Answer: If I had to zoom right out and say just do this one thing, I would say be honest with your patient about what’s possible and what’s not possible by way of health care right now, and then open up a conversation about what the patient themselves thinks would be helpful.
In the meantime, whilst we wait for whatever it is that can’t happen right now, be that face-to-face support, be that a medical procedure and so on. And I think in that, acknowledge the hardship. And I think there’s something about trauma informed approaches, and I don’t want to get too carried away with that. But I think just even acknowledging that lockdown has been really hard for people, and that people who normally would use health and care services very regularly and were very much cut off from all the support, some of those people have experienced really terrible situations.
Even just acknowledging that, I think, will take the pressure off and we need to do everything we can to take the pressure off people’s mental health.
Question 2: Can some of the I statements help improve people’s internal resilience? And if so, how can we do this on a population basis?
Answer: I think that’s a question of leadership.
It’s like the clinician sits with one patient at a time, and can only talk to one patient at a time. But System Leaders talk to a lot of people. So that’s System Leaders in the health system, if you run the outpatient departments of so-and-so, if you run the physiotherapy department or the psychological therapist department of so-and-so trust, you talk to a lot of people. So I think that’s an opportunity to say some of these things that help people cope, like acknowledging trauma and making it clear who’s in charge, and making it clear how you can get hold of this person, making it clear when you will reach out again and those bits of information.
I also think there is a level above that, which is the sort of political and social leadership we have. And I think, the thing that I regret the most really about how we got through the first wave and how we arrived at where we are now is that, I feel we’ve had a real absence of that very clear values-based leadership that would have helped us to stay united in facing this massive challenge, and that we have allowed this initial moment of unity that happened early on in the first lockdown in a way to disintegrate, and to start a very tribal response to what’s going on. ‘It’s the old people who are dying not the young people, why do we care about them?’ ‘It’s the young people who are causing it, we need to stop them’ ‘It’s the Asians who live in large households, they’re to blame’.

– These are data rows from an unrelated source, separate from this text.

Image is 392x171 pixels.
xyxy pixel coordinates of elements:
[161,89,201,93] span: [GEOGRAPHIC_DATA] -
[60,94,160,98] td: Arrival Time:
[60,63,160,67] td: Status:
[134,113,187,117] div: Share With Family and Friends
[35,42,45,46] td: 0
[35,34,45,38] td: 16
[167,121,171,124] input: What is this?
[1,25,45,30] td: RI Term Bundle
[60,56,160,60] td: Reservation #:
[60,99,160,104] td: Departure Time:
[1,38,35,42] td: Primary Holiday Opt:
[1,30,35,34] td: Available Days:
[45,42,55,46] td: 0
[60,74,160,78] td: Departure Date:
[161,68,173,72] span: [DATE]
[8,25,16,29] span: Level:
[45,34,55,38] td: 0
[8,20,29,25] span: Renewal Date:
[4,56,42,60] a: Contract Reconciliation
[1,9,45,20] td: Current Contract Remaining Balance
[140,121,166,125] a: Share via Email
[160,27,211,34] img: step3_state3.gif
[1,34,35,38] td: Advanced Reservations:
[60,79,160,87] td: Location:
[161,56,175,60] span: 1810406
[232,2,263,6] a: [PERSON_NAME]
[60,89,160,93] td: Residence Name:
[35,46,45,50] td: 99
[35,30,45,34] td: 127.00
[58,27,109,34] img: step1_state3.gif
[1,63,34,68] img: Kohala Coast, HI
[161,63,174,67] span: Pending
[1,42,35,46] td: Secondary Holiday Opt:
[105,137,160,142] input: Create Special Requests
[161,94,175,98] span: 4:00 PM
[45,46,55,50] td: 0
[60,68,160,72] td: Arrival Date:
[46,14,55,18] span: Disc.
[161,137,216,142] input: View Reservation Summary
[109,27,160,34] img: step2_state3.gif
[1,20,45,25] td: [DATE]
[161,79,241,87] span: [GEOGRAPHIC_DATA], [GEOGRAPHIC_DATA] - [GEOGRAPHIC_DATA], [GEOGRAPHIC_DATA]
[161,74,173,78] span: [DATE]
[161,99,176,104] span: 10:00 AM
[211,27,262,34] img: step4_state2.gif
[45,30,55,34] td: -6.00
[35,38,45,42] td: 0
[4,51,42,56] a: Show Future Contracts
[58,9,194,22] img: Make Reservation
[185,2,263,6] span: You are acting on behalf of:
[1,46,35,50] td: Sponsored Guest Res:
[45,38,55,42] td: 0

I think it’s become really very fragmented and that, I think, will decrease our resilience in dealing with the challenges that next year will still very much hold. And I would have a real longing for a different kind of leadership that speaks to all of us in a different way and taps into our good will for each other.
Question 3: How can we get patients and practitioners together over the next four to five years?
Answer: I think we have to have conversations about what matters to people, and then take our lead from that, and that will force the integration agenda. Because what matters to people tends to straddle all the silos. And therefore, rather than thinking ‘who do I have to integrate with?’ The question should be what is the person or the community I’m here to support says matters to them? And if it then transpires that it straddles health and care, or straddles mental and physical health, or straddles housing and health, then that’s the integration agenda isn’t it? It needs to follow the conversation with the patient in front of you, or the community you’ve been tasked with supporting.
Question 4: We recently held a pain seminar, and Connect Health launched a public health literacy campaign called Flippin’ Pain™, which has been incredibly successful. And it’s very much run by patients, for patients. Is that an area that we need to concentrate on in mental health? Rather than trying to go through individual consultations and GPs, actually get out to the public and get a better understanding of mental health and what is available?
Answer: I wouldn’t want to argue against good mental health services for people who have quite substantial needs, or at points of view traumatic transition, clearly we do need those. But we also need the other thing. We need a more grown-up conversation about health and well-being and we need to take the whole self-management agenda much more seriously.
Just thinking through the COVID situation again, as far as I know, not a single piece of information has been produced by NICE or the NHS or the government, on how you look after someone who’s got COVID at home. Or how you look after yourself when you have COVID. Which I think just tells you everything about where self-management is on the agenda, nowhere.
The vast majority of COVID care has taken place in people’s bedrooms and living rooms. A very small proportion of COVID care is taking place in hospital. And we have not supported the people who do all that COVID care at home. There’s no, as far as I can tell, support with how do you support people who’ve got a high temperature? What does breathlessness look like? What are worrying signs and symptoms? Nothing.
And I think that’s just an example of how we still have a complete blank when it comes to realising that most health care happens in people’s houses. And we need to just get much better. We need to tackle the quality improvement there. How can we make that care better? More sustainable, and more evidence-based on what actually helps and supports people and that clearly applies to mental health.
Question 5: Moving into 2021, do you think we need to reset our targets because of COVID? Or is it reasonable to push on to 25% and accessing long term conditions across the board?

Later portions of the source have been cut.